08/20/2020 - UK Expert News: British Museum: a Source of Expert Witnesses for UK law Enforcement - Focus.


When law enforcement authorities in the history and art market suspect that cultural antiques have been acquired illegally, experts are needed to determine the quality, origin and value of the items. the British Museum is the expert organisation they turn to in such cases.

It works very closely with all enforcement agencies and market actors, including the the National Crime Agency, Her Majesty’s Revenue and Customs, UK Border Force, the Metropolitan Police Service’s Art and Antiques Unit, the Arts Council, the Art Loss Register, auction houses, dealers, and collectors.

The relevant national museum in the country where it is believed these objects have originated from, are contacted after an extensive research and if they are believed to be stolen. In some cases a scientific report is provided and images.

A prepared “condition report” and a press release, to interested arts correspondents in the media and the concerned 'home' museum is also given.

Government bodies are too, updated. This is a protocol developed first with the National Museum of Afghanistan in Kabul, and since then with the State Board of Antiquities and Heritage in Baghdad and the Ministry of Culture in Uzbekistan among other bodies.

Eleven years ago, in February 2009, 22 crates were returned to Kabul, which weighed over three tons and contained over 1,500 objects seized in Britain between 2003 and 2007.

The returned objects ranged from copper cosmetic flasks, mirrors and weapons looted from 4,000-year-old cemeteries in northern Afghanistan.

Further good examples of scientific work were the determination that ancient eye-liner in one 4,000-year-old containe was white lead, to identify the species of wood inside the shaft-hole of a Bronze Age weapon and confirm its 19th-20th century BC date by radiocarbon dating, and that some miniature carved wooden heads were modern and infact fakes, which were radiocarbon dated with a 91.7% probability that they date between 1988 and 1990.

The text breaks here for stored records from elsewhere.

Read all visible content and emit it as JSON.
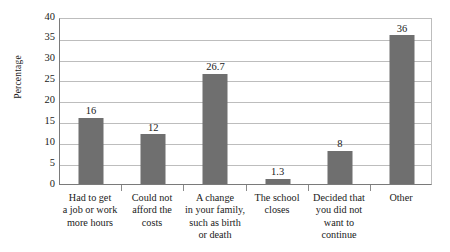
{
  "chart_data": {
    "type": "bar",
    "title": "",
    "xlabel": "",
    "ylabel": "Percentage",
    "ylim": [
      0,
      40
    ],
    "ytick_step": 5,
    "yticks": [
      "40",
      "35",
      "30",
      "25",
      "20",
      "15",
      "10",
      "5",
      "0"
    ],
    "grid": true,
    "legend": "none",
    "bar_color": "#6f6f6f",
    "gridline_color": "#bdbdbd",
    "axis_color": "#7a7a7a",
    "categories": [
      "Had to get\na job or work\nmore hours",
      "Could not\nafford the\ncosts",
      "A change\nin your family,\nsuch as birth\nor death",
      "The school\ncloses",
      "Decided that\nyou did not\nwant to\ncontinue",
      "Other"
    ],
    "category_lines": [
      [
        "Had to get",
        "a job or work",
        "more hours"
      ],
      [
        "Could not",
        "afford the",
        "costs"
      ],
      [
        "A change",
        "in your family,",
        "such as birth",
        "or death"
      ],
      [
        "The school",
        "closes"
      ],
      [
        "Decided that",
        "you did not",
        "want to",
        "continue"
      ],
      [
        "Other"
      ]
    ],
    "values": [
      16,
      12,
      26.7,
      1.3,
      8,
      36
    ],
    "value_labels": [
      "16",
      "12",
      "26.7",
      "1.3",
      "8",
      "36"
    ]
  }
}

This year the Antiques Unit of the Metropolitan Police Service began investigating another UK Border Force case. This time a group of nine beautiful painted clay heads and a large carved schist sculptur had been smuggled out of the country via Peshawar in Pakistan.

They were of Afghan provenance. The pieces obviously came from one or more Buddhist monasteries and mostly represent men and women who sought to achieve the enlightened status of Buddha, and who were known as bodhisattvas.

Photographs were taken of the statues and sent to Buddhist specialists who confirmed the similarity of many of the heads to pieces known from monasteries in the Hadda area of Afghanistan.

The Director of the National Museum in Kabul again agreed that they could scientifically analyses and displayed before they were returned. Unfortunately, the items were in a poor state as they had been badly packed.

It is a new and free display at the British museum designed to explain this role and close liaison with law enforcement agencies and national museums around the world, and show objects to the public prior to their return.

Once again the identification and expert reports underpins the useful work of expert witnesses in adversarial systems, world wide.